Amazon.co.uk Review
For many readers, Jack Ryan embodies the essence of the modern American hero. Morally centred, disciplined, humble yet powerful, Ryan (and his onscreen incarnations in Alec Baldwin and Harrison Ford) has made Tom Clancy one of the most popular writers in the world. But while Clancy has constructed the Ryan mythology, he has also quietly established his shadow double, John Clark. Appearing in
The Cardinal of the Kremlin,
Clear and Present Danger, and
Without Remorse, Clark has many of Jack Ryan's most appealing traits, but he is also a darker figure embodying the more paranoid sensibilities of the late nineties. As is made clear from the opening pages of
Rainbow Six, ex-Navy SEAL Clark and his colleagues believe violent, deadly force to be the best deterrent for terrorism.
Clark (a.k.a. Rainbow Six) has left the CIA to create an England-based organisation code-named "Rainbow". Its mission: deploy an elite squad of American operatives combined with handpicked British, French and German agents to stop terrorism in its tracks. Rainbow's emergence could not be more timely: in quick succession, the force diffuses three attempted terrorist actions. But Clark becomes suspicious when Russian agents suddenly show interest in Rainbow's work.
Rainbow Six appeals on all the levels that Clancy fans could hope for. The Rainbow operatives, from Navy SEALs to German mountain-leader school graduates, are rendered to inspire with their physical and mental prowess. The book is infatuated with the latest gadgets for scrambling, transmitting and decoding secrets. And, in a carefully woven narrative that simultaneously traces the Rainbow team, a former KGB agent named Popov, the Australian Olympic security team and a sinister group of American scientists, Clancy artfully reveals the mystery of "Shiva" at the centre of the novel. How does Clark measure up against Jack Ryan? He may be the perfect hero for a world with hidden villains. --Patrick O'Kelley
Product Description
John Clark is the man who conducts the secret missions President Ryan can have no part of. This time, the mission involves a group of terrorists the world has never encountered before, a band of men and women so extreme that their success could literally mean the end of life as we know it.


#### Activity
Could you transcribe exactly the lines below, from the line with "Image is 639x489 pixels." through the line with "Image is 644x301 pixels.", and nothing else, leaving out the pictures?

(Records from a data collection)
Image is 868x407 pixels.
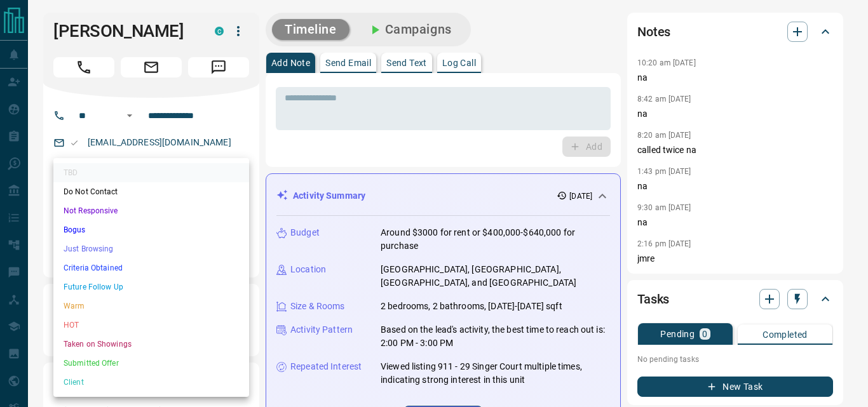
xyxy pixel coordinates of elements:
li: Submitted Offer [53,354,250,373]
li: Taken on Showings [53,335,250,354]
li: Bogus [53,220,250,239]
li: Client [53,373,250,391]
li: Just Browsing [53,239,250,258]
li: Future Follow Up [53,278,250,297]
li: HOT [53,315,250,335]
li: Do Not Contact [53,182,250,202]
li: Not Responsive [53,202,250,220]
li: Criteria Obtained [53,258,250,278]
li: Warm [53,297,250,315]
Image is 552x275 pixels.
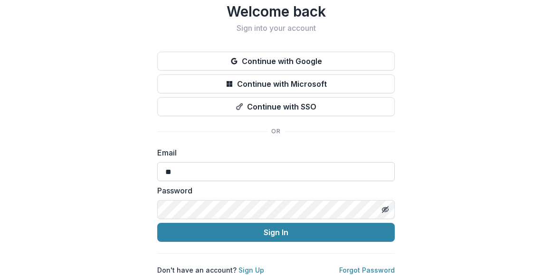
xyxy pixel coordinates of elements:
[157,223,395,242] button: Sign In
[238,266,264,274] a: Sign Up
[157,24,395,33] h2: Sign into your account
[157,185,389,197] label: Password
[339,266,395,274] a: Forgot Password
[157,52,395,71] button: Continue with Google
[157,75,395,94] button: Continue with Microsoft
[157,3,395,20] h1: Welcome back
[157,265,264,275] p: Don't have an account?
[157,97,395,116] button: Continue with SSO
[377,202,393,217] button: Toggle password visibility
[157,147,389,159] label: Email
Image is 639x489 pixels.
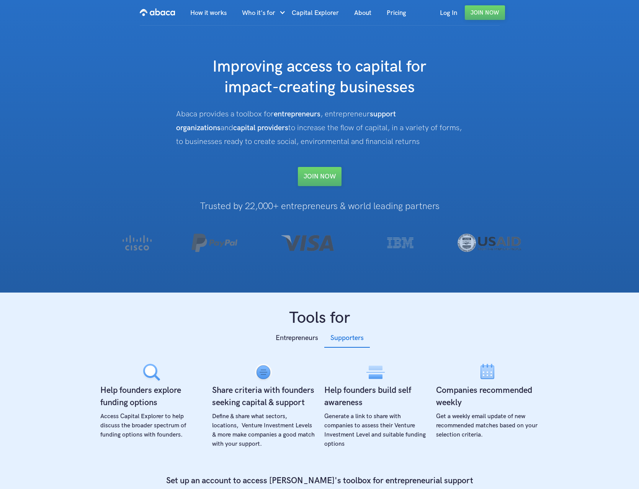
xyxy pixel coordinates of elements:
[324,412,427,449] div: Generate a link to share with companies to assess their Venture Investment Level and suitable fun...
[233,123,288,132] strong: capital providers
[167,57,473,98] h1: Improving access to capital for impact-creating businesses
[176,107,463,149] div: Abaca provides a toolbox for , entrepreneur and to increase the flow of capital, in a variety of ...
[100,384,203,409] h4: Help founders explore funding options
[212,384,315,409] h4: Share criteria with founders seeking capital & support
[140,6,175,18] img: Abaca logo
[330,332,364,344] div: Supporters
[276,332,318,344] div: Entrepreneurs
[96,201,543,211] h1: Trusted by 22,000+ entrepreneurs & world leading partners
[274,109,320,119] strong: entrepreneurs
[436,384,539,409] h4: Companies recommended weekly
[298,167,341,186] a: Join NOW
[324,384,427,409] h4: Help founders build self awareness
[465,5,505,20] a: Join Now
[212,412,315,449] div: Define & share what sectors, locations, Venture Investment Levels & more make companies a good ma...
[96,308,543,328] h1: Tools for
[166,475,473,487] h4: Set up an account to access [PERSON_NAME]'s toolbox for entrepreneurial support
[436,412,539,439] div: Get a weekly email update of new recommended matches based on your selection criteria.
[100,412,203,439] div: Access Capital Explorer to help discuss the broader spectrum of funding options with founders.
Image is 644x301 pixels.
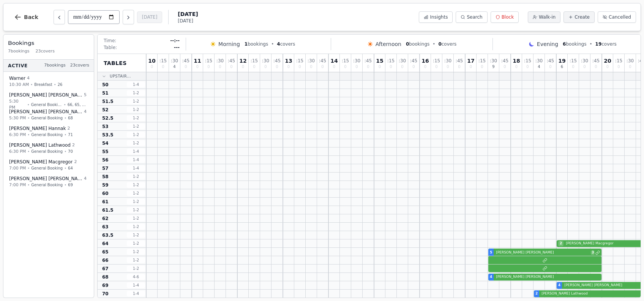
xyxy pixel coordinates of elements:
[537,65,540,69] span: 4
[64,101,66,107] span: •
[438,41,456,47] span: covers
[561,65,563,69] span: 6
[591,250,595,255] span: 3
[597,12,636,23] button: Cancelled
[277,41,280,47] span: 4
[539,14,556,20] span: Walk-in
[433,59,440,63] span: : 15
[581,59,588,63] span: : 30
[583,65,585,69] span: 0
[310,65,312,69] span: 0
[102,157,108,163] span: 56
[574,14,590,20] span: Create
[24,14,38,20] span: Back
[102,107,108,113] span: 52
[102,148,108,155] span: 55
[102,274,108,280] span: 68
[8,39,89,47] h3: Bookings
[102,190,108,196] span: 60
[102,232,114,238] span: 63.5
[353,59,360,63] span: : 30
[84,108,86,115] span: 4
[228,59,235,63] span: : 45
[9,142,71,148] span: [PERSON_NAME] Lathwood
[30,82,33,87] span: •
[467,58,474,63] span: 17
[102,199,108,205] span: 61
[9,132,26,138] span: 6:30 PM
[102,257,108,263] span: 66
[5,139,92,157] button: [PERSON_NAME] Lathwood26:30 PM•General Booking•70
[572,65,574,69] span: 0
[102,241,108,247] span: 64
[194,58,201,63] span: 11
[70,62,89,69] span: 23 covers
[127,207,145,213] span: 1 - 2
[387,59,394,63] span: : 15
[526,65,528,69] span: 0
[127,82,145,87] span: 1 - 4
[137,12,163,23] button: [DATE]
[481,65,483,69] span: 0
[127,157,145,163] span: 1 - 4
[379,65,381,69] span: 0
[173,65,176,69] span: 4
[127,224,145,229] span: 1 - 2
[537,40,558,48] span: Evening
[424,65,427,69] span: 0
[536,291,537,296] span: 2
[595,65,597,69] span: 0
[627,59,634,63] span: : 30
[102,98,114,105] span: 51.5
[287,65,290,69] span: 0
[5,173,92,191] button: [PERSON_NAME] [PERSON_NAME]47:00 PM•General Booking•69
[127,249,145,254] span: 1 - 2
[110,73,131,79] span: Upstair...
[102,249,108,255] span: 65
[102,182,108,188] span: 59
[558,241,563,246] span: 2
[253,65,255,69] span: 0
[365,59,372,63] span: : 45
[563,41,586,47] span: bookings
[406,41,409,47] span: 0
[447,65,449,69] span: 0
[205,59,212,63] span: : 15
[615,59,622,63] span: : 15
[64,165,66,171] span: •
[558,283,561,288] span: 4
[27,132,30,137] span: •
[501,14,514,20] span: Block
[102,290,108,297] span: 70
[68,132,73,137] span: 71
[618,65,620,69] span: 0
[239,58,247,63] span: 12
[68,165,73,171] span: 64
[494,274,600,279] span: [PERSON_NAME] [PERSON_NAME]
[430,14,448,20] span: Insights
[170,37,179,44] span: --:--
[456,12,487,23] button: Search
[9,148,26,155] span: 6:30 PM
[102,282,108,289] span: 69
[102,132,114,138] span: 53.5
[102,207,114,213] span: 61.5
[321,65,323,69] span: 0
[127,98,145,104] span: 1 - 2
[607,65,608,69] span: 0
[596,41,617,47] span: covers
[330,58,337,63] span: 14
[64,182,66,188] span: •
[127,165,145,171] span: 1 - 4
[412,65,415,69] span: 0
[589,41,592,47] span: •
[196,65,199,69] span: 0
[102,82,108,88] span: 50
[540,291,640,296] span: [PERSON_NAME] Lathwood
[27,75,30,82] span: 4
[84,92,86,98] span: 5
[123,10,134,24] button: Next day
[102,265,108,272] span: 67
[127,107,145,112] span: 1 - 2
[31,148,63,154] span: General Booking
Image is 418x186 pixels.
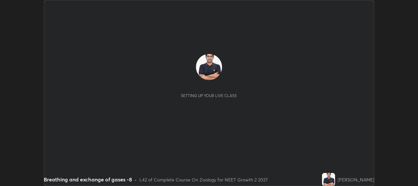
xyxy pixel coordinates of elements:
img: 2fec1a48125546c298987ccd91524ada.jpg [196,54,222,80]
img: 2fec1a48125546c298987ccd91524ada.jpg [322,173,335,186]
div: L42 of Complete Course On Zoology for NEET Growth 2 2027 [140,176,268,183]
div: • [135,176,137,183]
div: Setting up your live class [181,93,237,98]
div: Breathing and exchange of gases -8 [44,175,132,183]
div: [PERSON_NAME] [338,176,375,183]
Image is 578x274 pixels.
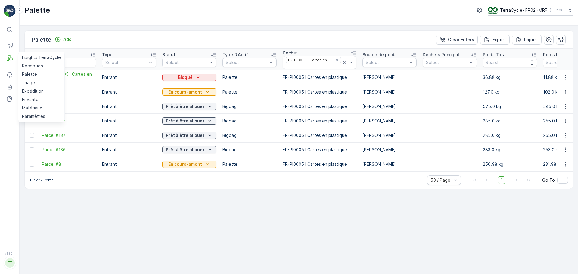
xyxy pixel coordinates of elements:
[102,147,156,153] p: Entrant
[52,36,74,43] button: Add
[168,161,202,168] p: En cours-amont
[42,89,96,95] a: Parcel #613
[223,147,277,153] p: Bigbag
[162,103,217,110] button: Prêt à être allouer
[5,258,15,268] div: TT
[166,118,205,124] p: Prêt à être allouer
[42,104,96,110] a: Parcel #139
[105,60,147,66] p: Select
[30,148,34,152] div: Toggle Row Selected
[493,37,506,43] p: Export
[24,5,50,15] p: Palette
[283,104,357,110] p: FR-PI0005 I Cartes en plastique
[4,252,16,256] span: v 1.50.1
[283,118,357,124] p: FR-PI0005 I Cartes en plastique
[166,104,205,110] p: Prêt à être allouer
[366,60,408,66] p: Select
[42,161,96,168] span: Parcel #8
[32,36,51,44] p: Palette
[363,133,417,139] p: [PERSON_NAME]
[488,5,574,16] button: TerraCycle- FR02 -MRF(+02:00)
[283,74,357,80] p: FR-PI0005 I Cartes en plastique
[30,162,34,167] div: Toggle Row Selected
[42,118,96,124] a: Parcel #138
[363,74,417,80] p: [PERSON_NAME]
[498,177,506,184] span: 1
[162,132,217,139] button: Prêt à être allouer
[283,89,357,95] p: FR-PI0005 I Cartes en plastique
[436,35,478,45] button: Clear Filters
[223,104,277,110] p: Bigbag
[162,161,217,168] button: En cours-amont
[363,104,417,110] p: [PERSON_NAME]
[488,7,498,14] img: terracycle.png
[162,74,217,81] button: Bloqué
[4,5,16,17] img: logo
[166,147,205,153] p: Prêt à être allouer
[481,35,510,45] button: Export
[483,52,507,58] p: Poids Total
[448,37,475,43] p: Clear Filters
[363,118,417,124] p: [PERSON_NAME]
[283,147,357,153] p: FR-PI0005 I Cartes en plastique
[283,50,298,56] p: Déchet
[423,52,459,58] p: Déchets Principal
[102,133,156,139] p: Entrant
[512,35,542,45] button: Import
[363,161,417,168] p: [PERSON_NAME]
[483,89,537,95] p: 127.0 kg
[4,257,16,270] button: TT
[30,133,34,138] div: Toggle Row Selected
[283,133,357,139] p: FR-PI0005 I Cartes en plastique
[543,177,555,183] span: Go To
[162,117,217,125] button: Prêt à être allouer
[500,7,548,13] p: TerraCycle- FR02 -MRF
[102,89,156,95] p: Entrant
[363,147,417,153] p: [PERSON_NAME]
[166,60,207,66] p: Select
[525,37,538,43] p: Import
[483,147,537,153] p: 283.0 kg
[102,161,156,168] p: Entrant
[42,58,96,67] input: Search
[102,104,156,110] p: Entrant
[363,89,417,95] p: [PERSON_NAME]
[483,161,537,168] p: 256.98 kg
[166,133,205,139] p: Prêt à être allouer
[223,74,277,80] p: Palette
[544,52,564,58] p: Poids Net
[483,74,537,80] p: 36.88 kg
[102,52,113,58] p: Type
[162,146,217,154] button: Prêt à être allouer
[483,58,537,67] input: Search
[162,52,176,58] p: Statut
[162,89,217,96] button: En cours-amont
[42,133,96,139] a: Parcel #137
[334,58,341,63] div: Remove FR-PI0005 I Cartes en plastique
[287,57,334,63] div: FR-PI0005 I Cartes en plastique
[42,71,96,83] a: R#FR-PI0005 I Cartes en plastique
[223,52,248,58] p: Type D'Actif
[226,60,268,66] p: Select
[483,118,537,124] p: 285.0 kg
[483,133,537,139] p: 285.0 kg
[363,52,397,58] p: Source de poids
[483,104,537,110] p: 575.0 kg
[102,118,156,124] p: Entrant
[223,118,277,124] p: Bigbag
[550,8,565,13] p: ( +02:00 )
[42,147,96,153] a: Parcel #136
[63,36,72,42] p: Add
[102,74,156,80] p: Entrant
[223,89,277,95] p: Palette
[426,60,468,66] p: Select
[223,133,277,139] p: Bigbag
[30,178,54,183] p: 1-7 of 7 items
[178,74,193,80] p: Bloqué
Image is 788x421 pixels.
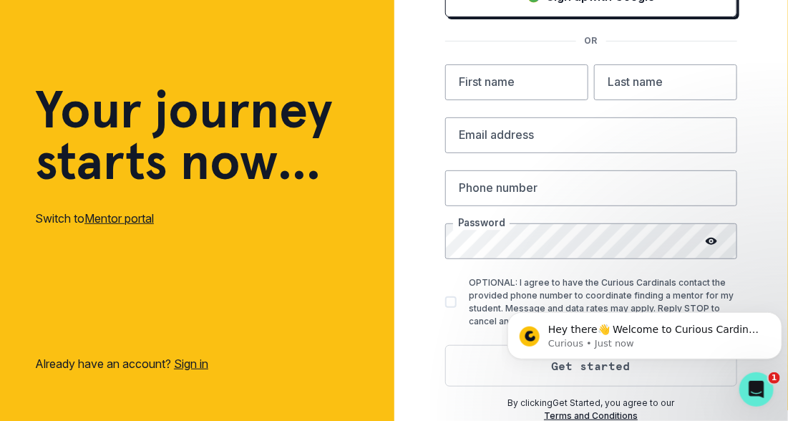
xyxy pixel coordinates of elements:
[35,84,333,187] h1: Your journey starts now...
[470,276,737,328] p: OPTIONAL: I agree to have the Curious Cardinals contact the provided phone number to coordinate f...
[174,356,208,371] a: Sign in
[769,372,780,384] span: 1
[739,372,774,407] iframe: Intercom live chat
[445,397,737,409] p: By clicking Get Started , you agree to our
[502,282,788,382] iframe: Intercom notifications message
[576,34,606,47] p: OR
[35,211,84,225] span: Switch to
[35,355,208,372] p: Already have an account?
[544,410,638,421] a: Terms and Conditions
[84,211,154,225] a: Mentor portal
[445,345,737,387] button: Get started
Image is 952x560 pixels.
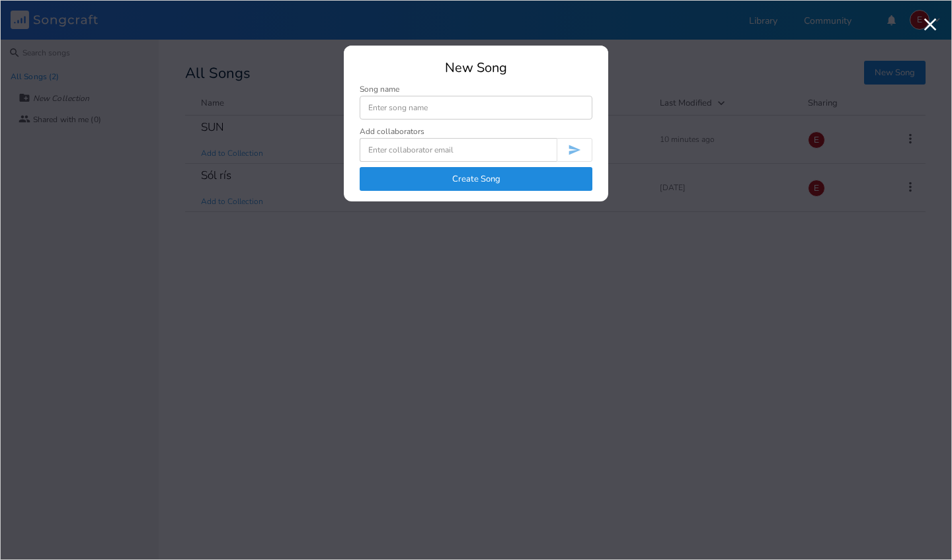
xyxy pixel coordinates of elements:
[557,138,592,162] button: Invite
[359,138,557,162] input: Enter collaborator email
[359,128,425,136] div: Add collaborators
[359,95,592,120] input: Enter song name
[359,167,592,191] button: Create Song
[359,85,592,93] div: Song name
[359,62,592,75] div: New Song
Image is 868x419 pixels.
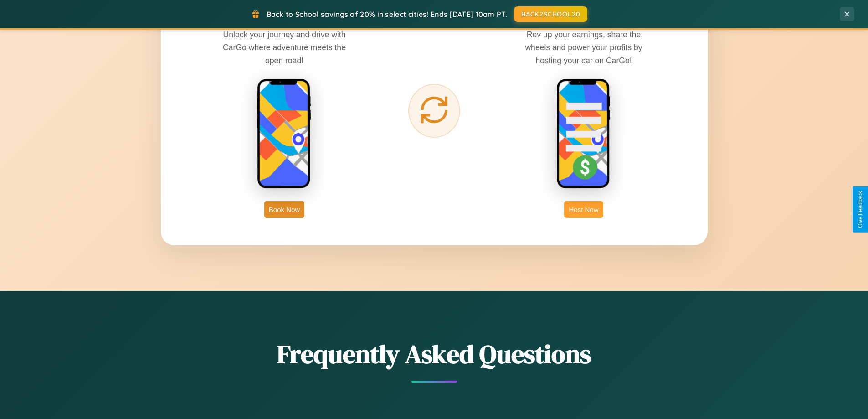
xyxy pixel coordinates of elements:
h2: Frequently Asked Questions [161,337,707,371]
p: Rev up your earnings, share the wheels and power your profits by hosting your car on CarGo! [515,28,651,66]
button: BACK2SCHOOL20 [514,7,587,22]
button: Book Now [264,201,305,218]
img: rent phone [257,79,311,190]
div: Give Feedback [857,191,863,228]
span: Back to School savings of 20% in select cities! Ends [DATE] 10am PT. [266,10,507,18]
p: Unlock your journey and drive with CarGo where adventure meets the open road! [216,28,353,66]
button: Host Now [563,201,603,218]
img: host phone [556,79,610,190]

#### Exercise solution
Image is 639x489 pixels.
xyxy pixel coordinates of elements:
[324,412,427,449] div: Generate a link to share with companies to assess their Venture Investment Level and suitable fun...
[233,123,288,132] strong: capital providers
[167,57,473,98] h1: Improving access to capital for impact-creating businesses
[176,107,463,149] div: Abaca provides a toolbox for , entrepreneur and to increase the flow of capital, in a variety of ...
[100,384,203,409] h4: Help founders explore funding options
[212,384,315,409] h4: Share criteria with founders seeking capital & support
[140,6,175,18] img: Abaca logo
[330,332,364,344] div: Supporters
[276,332,318,344] div: Entrepreneurs
[96,201,543,211] h1: Trusted by 22,000+ entrepreneurs & world leading partners
[274,109,320,119] strong: entrepreneurs
[436,384,539,409] h4: Companies recommended weekly
[298,167,341,186] a: Join NOW
[324,384,427,409] h4: Help founders build self awareness
[465,5,505,20] a: Join Now
[212,412,315,449] div: Define & share what sectors, locations, Venture Investment Levels & more make companies a good ma...
[96,308,543,328] h1: Tools for
[166,475,473,487] h4: Set up an account to access [PERSON_NAME]'s toolbox for entrepreneurial support
[436,412,539,439] div: Get a weekly email update of new recommended matches based on your selection criteria.
[100,412,203,439] div: Access Capital Explorer to help discuss the broader spectrum of funding options with founders.
Image is 644x301 pixels.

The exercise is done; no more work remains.